Fermi’s Large Area Telescope is the most sensitive and highest-resolution gamma-ray detector ever orbited. Gamma rays are the highest-energy form of light.

Image left: A giant gamma-ray structure was discovered by processing Fermi all-sky data at energies from 1 to 10 billion electron volts, shown here. The dumbbell-shaped feature (center) emerges from the galactic center and extends 50 degrees north and south from the plane of the Milky Way. (Credit: NASA/DOE/Fermi LAT/D. Finkbeiner et al.)

A giant gamma-ray structure was discovered by processing Fermi all-sky data at energies from 1 to 10 billion electron volts, shown here. The dumbbell-shaped feature (center) emerges from the galactic center and extends 50 degrees north and south from the plane of the Milky Way. (Credit: NASA/DOE/Fermi LAT/D. Finkbeiner et al.)

The structures eluded previous astronomers studying gamma rays due in part to the so-called diffuse emission–a fog of gamma rays that appears all over the sky.

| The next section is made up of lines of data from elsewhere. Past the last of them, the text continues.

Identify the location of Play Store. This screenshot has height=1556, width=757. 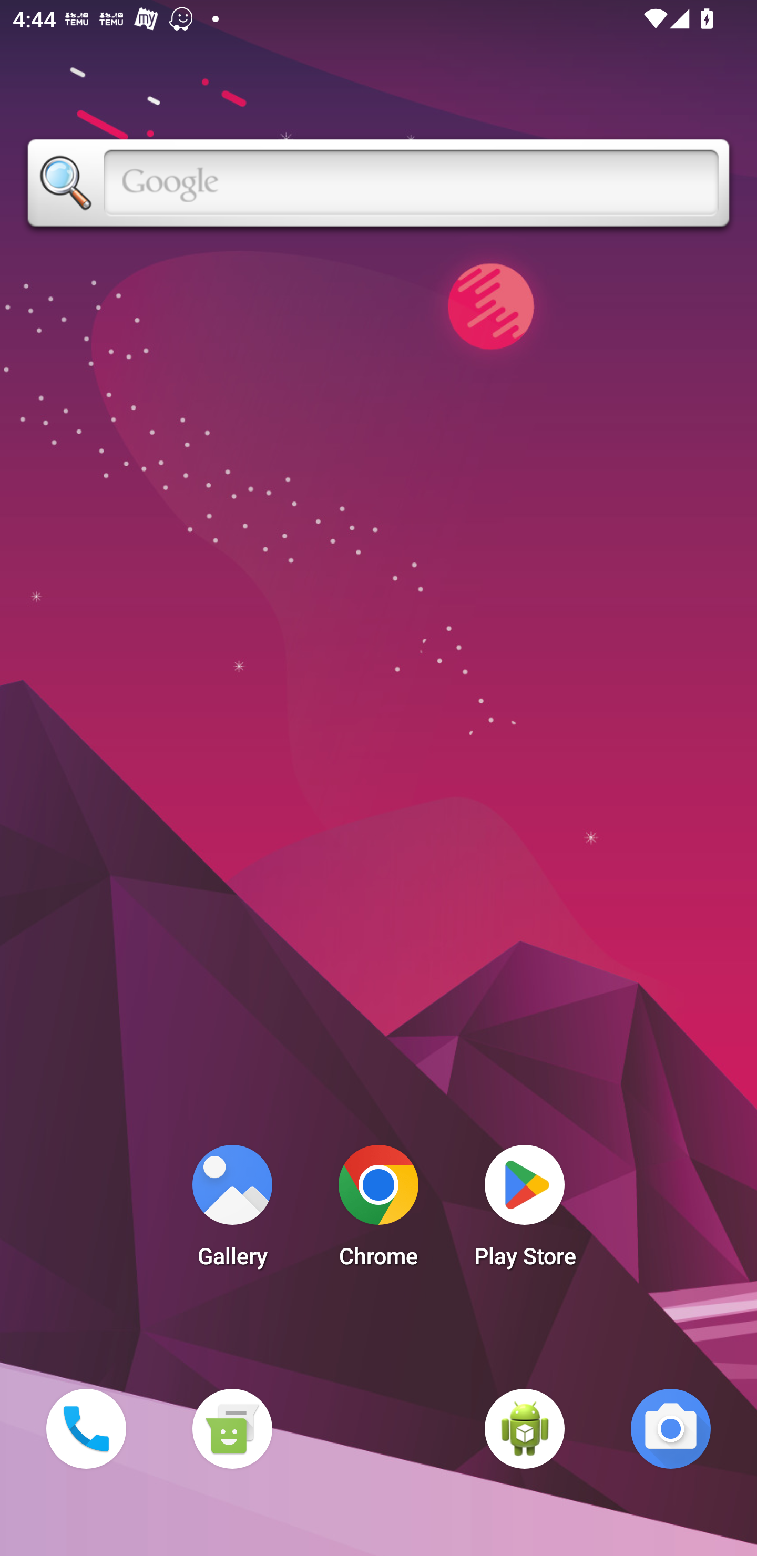
(524, 1211).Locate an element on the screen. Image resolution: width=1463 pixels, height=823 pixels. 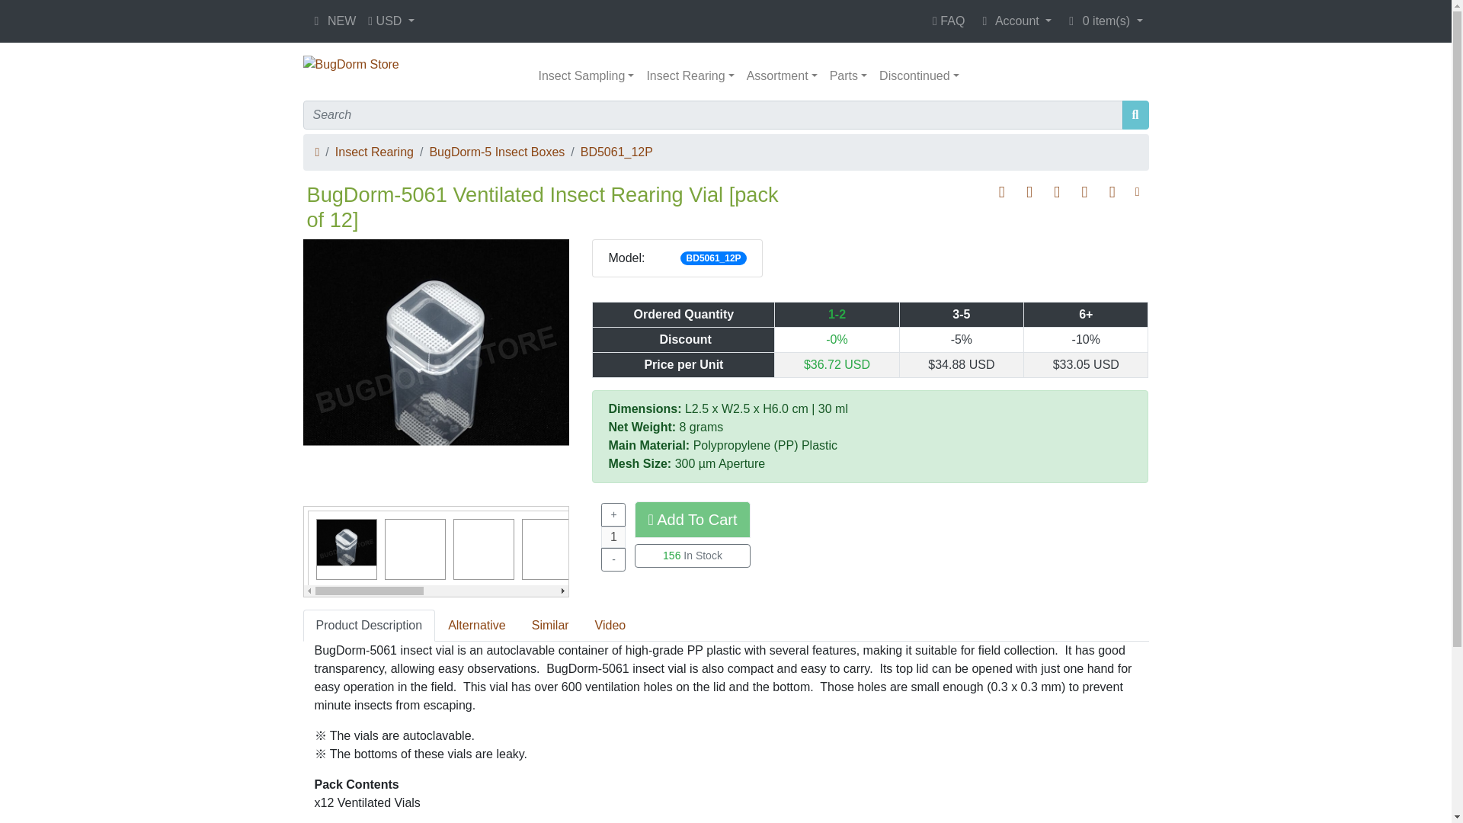
Insect Rearing is located at coordinates (690, 75).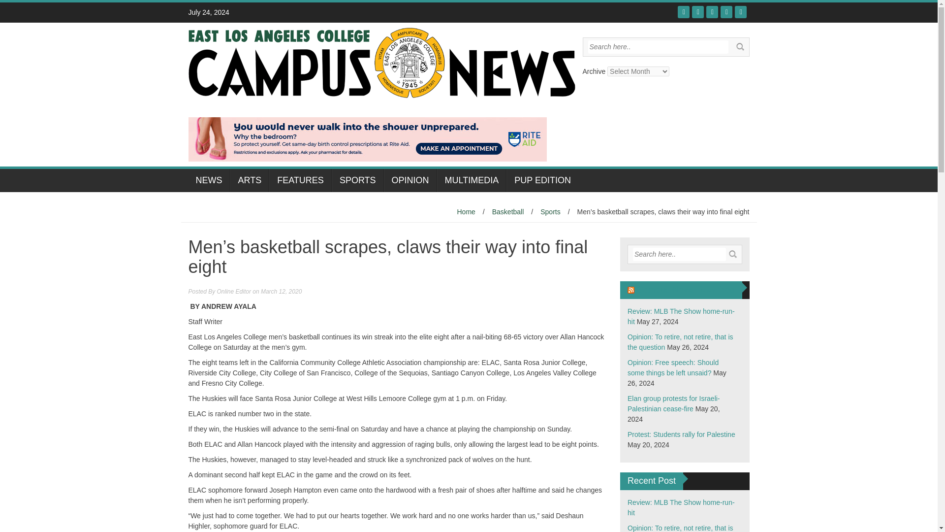 The width and height of the screenshot is (945, 532). Describe the element at coordinates (381, 62) in the screenshot. I see `East Los Angeles College Campus News` at that location.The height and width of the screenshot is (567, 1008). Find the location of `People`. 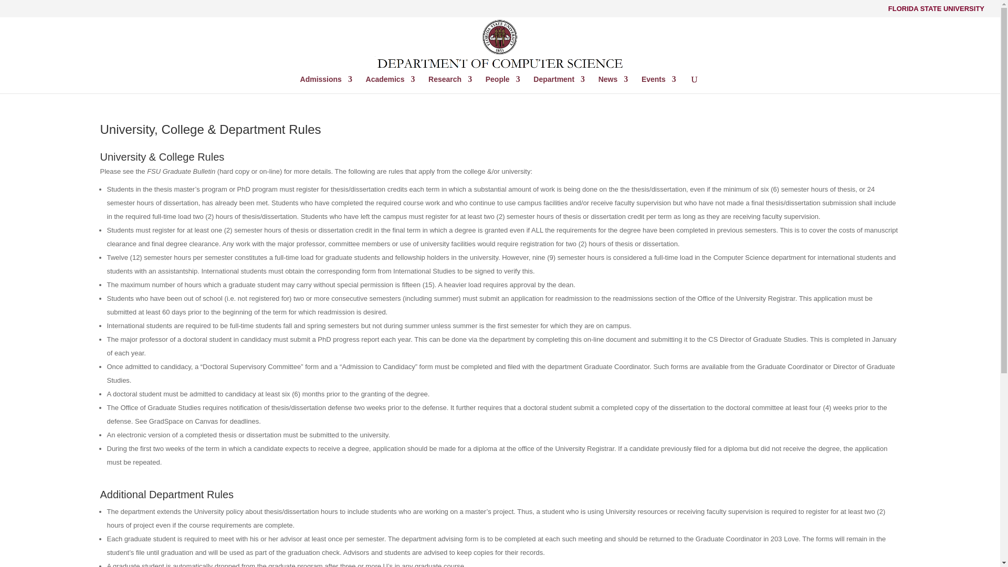

People is located at coordinates (503, 84).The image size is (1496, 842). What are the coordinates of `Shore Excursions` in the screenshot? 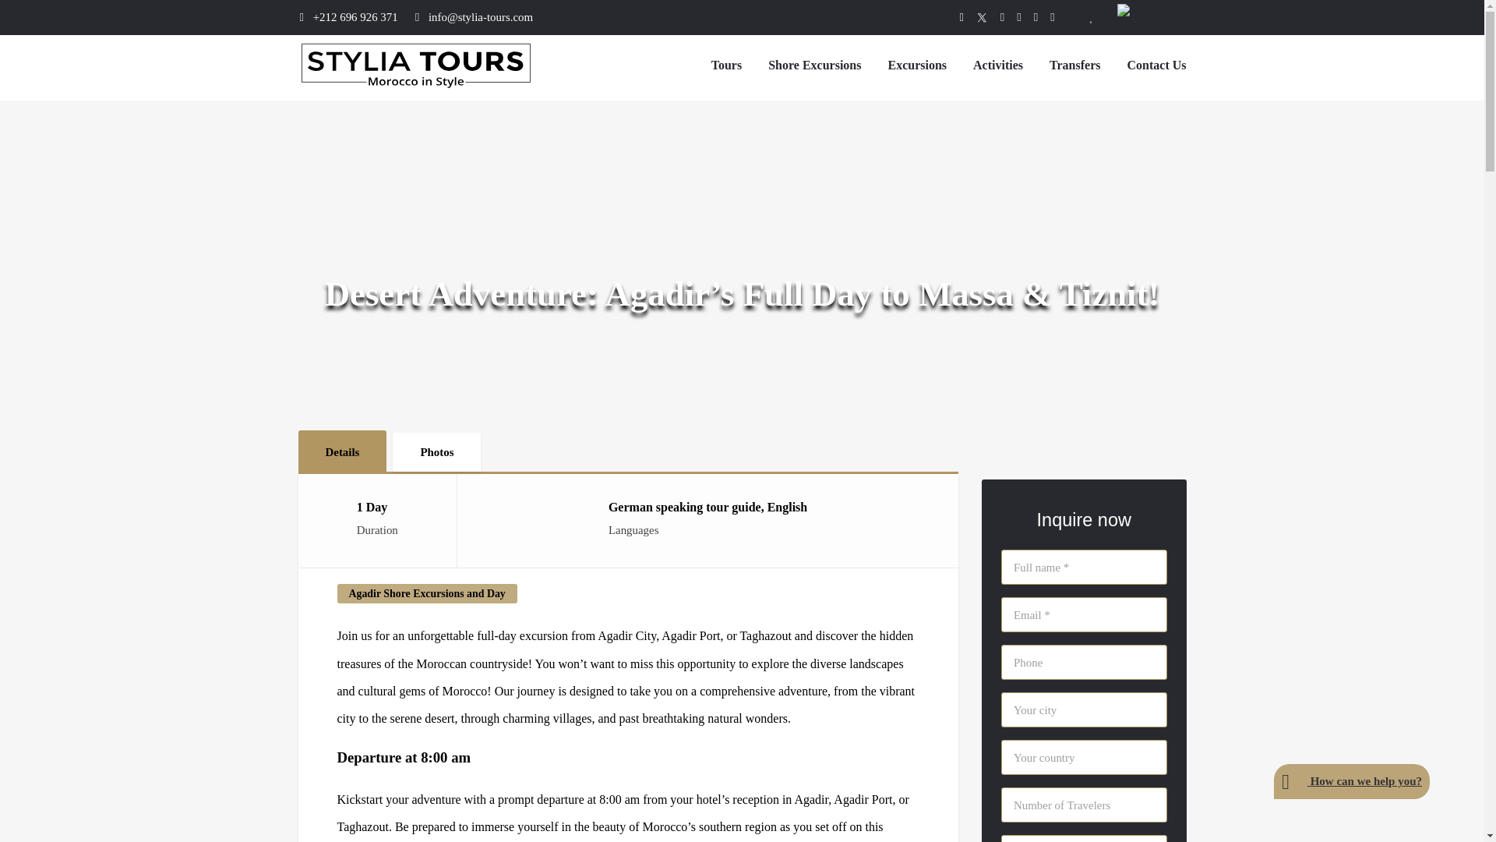 It's located at (815, 64).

The emissions are caused by particles moving near the speed of light interacting with light and interstellar gas in the Milky Way.

Researchers believe that an important process for producing the Milky Way’s gamma-ray fog, called inverse Compton scattering, also lights up the bubbles. In that process, electrons moving near the speed of light collide with low-energy light, such as radio or infrared photons. The collision increases the energy of the photons into the gamma-ray part of the electromagnetic spectrum.

The bubble emissions are much more energetic than the gamma-ray fog seen elsewhere in the Milky Way.

The bubbles also appear to have well-defined edges. Taken together, the structure’s shape and emissions suggest that it was formed as a result of a large and relatively rapid energy release — the source of which remains a mystery, Finkbeiner noted.